George Howells Broadhurst was an Anglo-American theatre owner/manager, director, producer and playwright. His plays were most popular from the late 1890s into the 1920s.

<span class="mw-page-title-main">Blanche Ring</span> American actress

Blanche Ring was an American singer and actress in Broadway theatre productions, musicals, and Hollywood motion pictures. She was best known for her rendition of "In the Good Old Summer Time."

Henry Martyn Blossom Jr. was an American writer, playwright, novelist, opera librettist, and lyricist. He first gained wide attention for his second novel, Checkers: A Hard Luck Story (1896), which was successfully adapted by Blossom into a 1903 Broadway play, Checkers. It was Blossom's first stage work and his first critical success in the theatre. The play in turn was adapted by others creatives into two silent films, one in 1913 and the other in 1919, and the play was the basis for the 1920 Broadway musical Honey Girl. Checkers was soon followed by Blossom's first critical success as a lyricist, the comic opera The Yankee Consul (1903), on which he collaborated with fellow Saint Louis resident and composer Alfred G. Robyn. This work was also adapted into a silent film in 1921. He later collaborated with Robyn again; writing the book and lyrics for their 1912 musical All for the Ladies.
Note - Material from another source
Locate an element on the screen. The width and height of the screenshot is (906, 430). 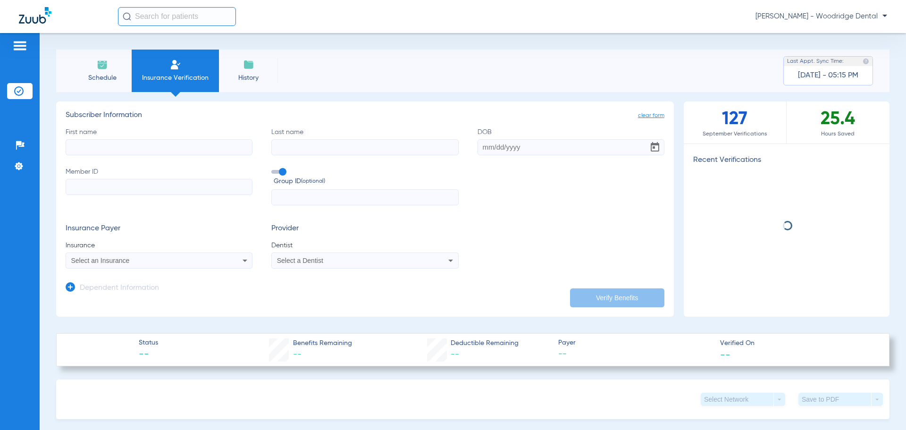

<i>Very Good Eddie</i> Musical composed by Jerome Kern

Very Good Eddie is a musical with a book by Guy Bolton and Philip Bartholomae, music by Jerome Kern, and lyrics by Schuyler Greene, with additional lyrics by Elsie Janis, Herbert Reynolds, Harry B. Smith, John E. Hazzard, Ring Lardner and Jerome Kern, and additional music by Henry Kailimai. The story was based on the farce Over Night by Bartholomae. The farcical plot concerns three couples and a sex-crazed voice teacher who board a Hudson River Day Line boat in Poughkeepsie, New York. Chaos ensues when two of the couples cross paths and accidentally trade partners. The vaudeville-style adventure continues at a hotel, where guests pop in and out of rooms while an inebriated desk clerk tries to sort through the madness.

<i>Say, Darling</i> Play

Say, Darling is a three-act comic play by Abe Burrows and Richard and Marian Bissell about the creation of a Broadway musical. While the play featured nine original songs with lyrics by Betty Comden and Adolph Green and music by Jule Styne, all the songs are presented as either rehearsal or audition material.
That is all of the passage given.